LORD KITANO ARRIVED in Hagi the following day and was escorted with great ceremony to the castle. The dignity of his passage was somewhat marred by the frenzied behavior of the townsfolk, still exorcising their grief and sense of betrayal in dancing and chanting, dressed, it seemed, in ever more garish and bizarre apparel. Kitano’s procession found itself the target of abuse. Stones and rubbish were hurled, and blood was very nearly spilled as a result.
Only Shigeru’s appearance stopped the unrest from developing into something more ugly. He met Kitano, welcomed him formally, and rode alongside him, his composure and courage reassuring and calming the people to some extent, as did the presence of Ichiro, who was widely known and respected as a man of great learning and integrity. It was a sultry, humid day: clouds were massing over the mountains and on the horizon. The plum rains would start at any time and put a temporary halt to hostilities.
Men shouted angrily that they would burn their houses to the ground and destroy their fields rather than hand them over to the Tohan; women sang that they would throw themselves and their children into the sea if Sadamu ever rode into Hagi. Shigeru was glad that Kitano heard this. If the people were not placated, the harvest would not be brought in, food production would come to a halt, and everyone would starve before the next spring.
The meeting was to be small, with just the Otori lords—Shigeru and his uncles—and Kitano. Ichiro was also present with two scribes, one from Hagi, one from Tsuwano. When they were all seated in the main hall and the formal courtesies had been exchanged, Kitano said, “I am glad I am able to be of some service to the clan at this very sad time.”
He had a self-satisfied air, like a cat that had just scoffed stolen fish.

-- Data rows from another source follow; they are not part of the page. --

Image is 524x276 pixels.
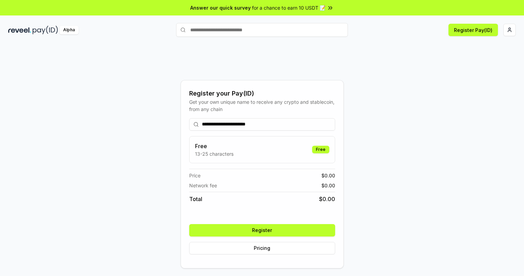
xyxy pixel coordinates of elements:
[189,172,201,179] span: Price
[195,150,234,157] p: 13-25 characters
[449,24,498,36] button: Register Pay(ID)
[322,182,335,189] span: $ 0.00
[59,26,79,34] div: Alpha
[189,98,335,113] div: Get your own unique name to receive any crypto and stablecoin, from any chain
[189,89,335,98] div: Register your Pay(ID)
[189,242,335,254] button: Pricing
[190,4,251,11] span: Answer our quick survey
[252,4,326,11] span: for a chance to earn 10 USDT 📝
[33,26,58,34] img: pay_id
[195,142,234,150] h3: Free
[189,182,217,189] span: Network fee
[189,224,335,236] button: Register
[319,195,335,203] span: $ 0.00
[8,26,31,34] img: reveel_dark
[322,172,335,179] span: $ 0.00
[189,195,202,203] span: Total
[312,146,329,153] div: Free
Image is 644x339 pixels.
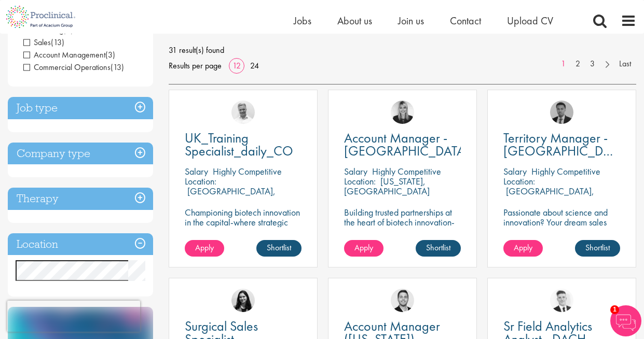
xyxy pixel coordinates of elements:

Shoichi said, “We deeply regret recent events. We ourselves counseled against them. My brother and I will take responsibility for the future good behavior of our clan. We hope we can make reparations that Lord Iida will find acceptable.”
“In return, he will recognize us as nominated regents until the succession is clarified,” Masahiro added.

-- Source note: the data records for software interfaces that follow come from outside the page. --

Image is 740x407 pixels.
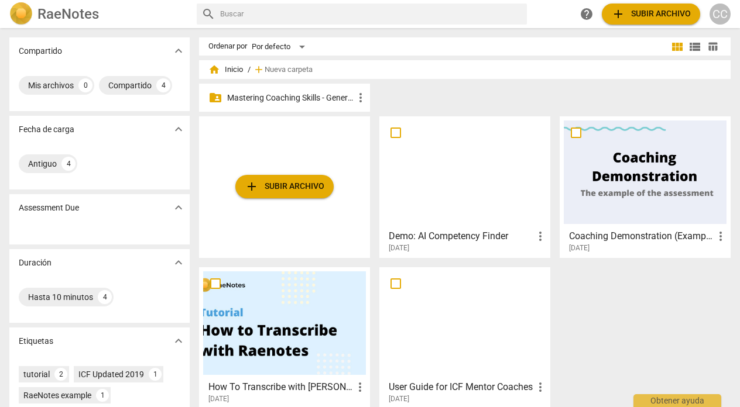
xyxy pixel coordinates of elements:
[170,254,187,271] button: Mostrar más
[388,380,533,394] h3: User Guide for ICF Mentor Coaches
[96,389,109,402] div: 1
[98,290,112,304] div: 4
[208,64,220,75] span: home
[37,6,99,22] h2: RaeNotes
[19,123,74,136] p: Fecha de carga
[579,7,593,21] span: help
[149,368,161,381] div: 1
[170,199,187,216] button: Mostrar más
[247,66,250,74] span: /
[208,42,247,51] div: Ordenar por
[208,394,229,404] span: [DATE]
[171,256,185,270] span: expand_more
[78,369,144,380] div: ICF Updated 2019
[533,380,547,394] span: more_vert
[170,121,187,138] button: Mostrar más
[23,369,50,380] div: tutorial
[611,7,625,21] span: add
[220,5,522,23] input: Buscar
[569,229,713,243] h3: Coaching Demonstration (Example)
[201,7,215,21] span: search
[687,40,702,54] span: view_list
[208,91,222,105] span: folder_shared
[569,243,589,253] span: [DATE]
[533,229,547,243] span: more_vert
[245,180,324,194] span: Subir archivo
[633,394,721,407] div: Obtener ayuda
[227,92,353,104] p: Mastering Coaching Skills - Generación 31
[171,122,185,136] span: expand_more
[54,368,67,381] div: 2
[208,64,243,75] span: Inicio
[611,7,690,21] span: Subir archivo
[252,37,309,56] div: Por defecto
[170,42,187,60] button: Mostrar más
[235,175,333,198] button: Subir
[576,4,597,25] a: Obtener ayuda
[19,45,62,57] p: Compartido
[19,202,79,214] p: Assessment Due
[170,332,187,350] button: Mostrar más
[171,201,185,215] span: expand_more
[171,44,185,58] span: expand_more
[388,229,533,243] h3: Demo: AI Competency Finder
[203,271,366,404] a: How To Transcribe with [PERSON_NAME][DATE]
[171,334,185,348] span: expand_more
[28,158,57,170] div: Antiguo
[707,41,718,52] span: table_chart
[383,121,546,253] a: Demo: AI Competency Finder[DATE]
[563,121,726,253] a: Coaching Demonstration (Example)[DATE]
[61,157,75,171] div: 4
[108,80,152,91] div: Compartido
[703,38,721,56] button: Tabla
[23,390,91,401] div: RaeNotes example
[686,38,703,56] button: Lista
[78,78,92,92] div: 0
[156,78,170,92] div: 4
[253,64,264,75] span: add
[28,291,93,303] div: Hasta 10 minutos
[28,80,74,91] div: Mis archivos
[601,4,700,25] button: Subir
[245,180,259,194] span: add
[709,4,730,25] button: CC
[19,257,51,269] p: Duración
[19,335,53,348] p: Etiquetas
[353,380,367,394] span: more_vert
[383,271,546,404] a: User Guide for ICF Mentor Coaches[DATE]
[668,38,686,56] button: Cuadrícula
[353,91,367,105] span: more_vert
[388,394,409,404] span: [DATE]
[264,66,312,74] span: Nueva carpeta
[388,243,409,253] span: [DATE]
[9,2,33,26] img: Logo
[9,2,187,26] a: LogoRaeNotes
[713,229,727,243] span: more_vert
[670,40,684,54] span: view_module
[208,380,353,394] h3: How To Transcribe with RaeNotes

“There is no need for such clarification,” Shigeru said, trying to speak calmly. “I am Lord Shigemori’s eldest son. I have an heir, in my brother, Takeshi.”
Kitano smiled urbanely and said, “It is one of Lord Iida’s basic conditions. No further negotiations will be carried out while Lord Shigeru is the head of the clan.”
When no one spoke, he added, “I warned you not to incite his enmity. Unless you agree to step aside, there is little point in continuing this meeting. Lord Iida and his army have advanced as far as Kushimoto. We cannot prevent them from taking Yamagata. Then, only Tsuwano lies between them and Hagi.”
“Hagi cannot be taken by siege,” Shigeru exclaimed.
His uncles exchanged glances. “But we could be starved out, especially since it is early summer and the rice harvest is still weeks away,” Shoichi said.
“Shigeru should take his own life,” Masahiro remarked dispassionately. “Surely that would answer Iida’s requirements, and be honorable.”
“My father’s command was that I should live,” Shigeru replied. “Especially since Jato came to me.”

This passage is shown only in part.